On 06/02/2013 03:44 PM, Brian Anderson wrote:
On 06/01/2013 11:49 PM, Matthieu Monrocq wrote:
On Sat, Jun 1, 2013 at 8:35 PM, Vadim <vadi...@gmail.com
<mailto:vadi...@gmail.com>> wrote:
On Sat, Jun 1, 2013 at 7:47 AM, Matthieu Monrocq
<matthieu.monr...@gmail.com <mailto:matthieu.monr...@gmail.com>>
wrote:
1. Futures use a custom free-list allocator for
performance.
I don't see why Futures could not be allocated on the stack ?
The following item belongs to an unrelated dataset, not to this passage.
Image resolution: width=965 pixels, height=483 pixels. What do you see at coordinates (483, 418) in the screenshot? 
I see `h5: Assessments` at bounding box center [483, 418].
Since Rust is move aware and has value types, it seems to me
this should be possible.
Because I/O manager needs to know where that future is in order
to fill in the result.
Perhaps it's possible to have a stack-allocated future objects
that consist of just a raw pointer to a block owned by the I/O
manager. But these would need to have by-move semantics in order
to emulate behavior of unique pointers. I am not entirely sure
how by-move vs by-copy is decided, but according to this
<http://static.rust-lang.org/doc/rust.html#moved-and-copied-types> Rust
would choose by-copy.
Vadim
Actually, I was more thinking of reserving space on the stack for the
return value and have to IO layer write directly into that space
(akin to C++'s Return Value Optimization).
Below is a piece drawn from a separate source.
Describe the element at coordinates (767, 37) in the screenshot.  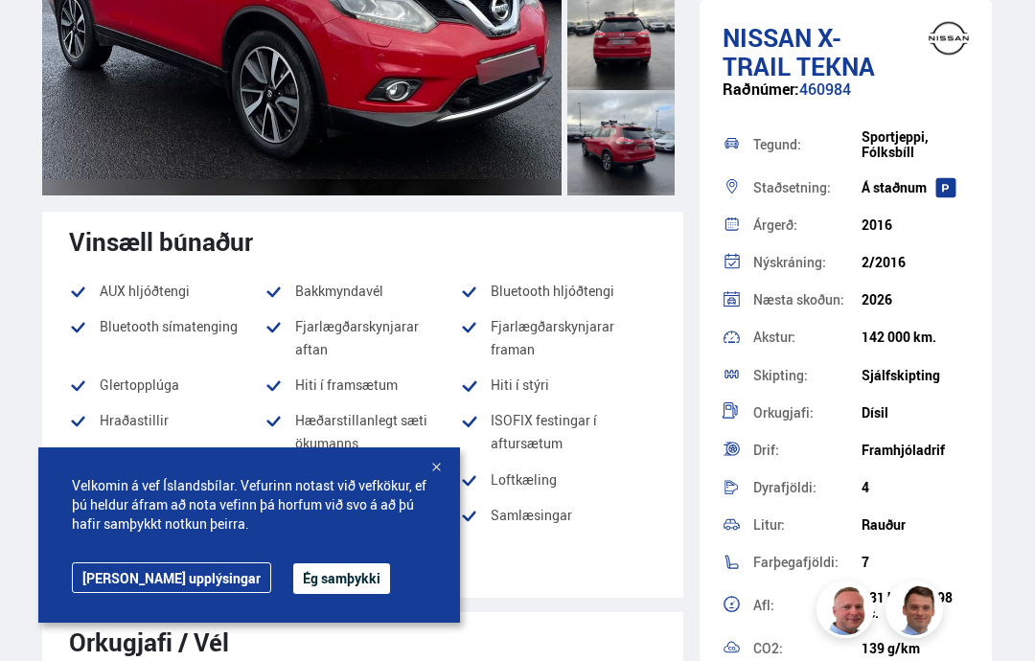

However I might be stumbling on ABI issues here, since it essentially
means that the compiler transforms "Args... -> ~Future" into
"Args..., &mut Future -> ()".
In some scenarios it could be an important optimization to let async
results be written directly into the stack, but this requires further
safety guarantees that the receiver can't move from the stack, as you
say. That strikes me more as a fork/join style computation - which may
be an appropriate solution here - but I wouldn't want to couple
general-purpose futures to stack-discipline.
One other note. I expect Future return values to still be written `->
Future`. The allocation they require is an internal implementation
detail - they don't need an extra ~.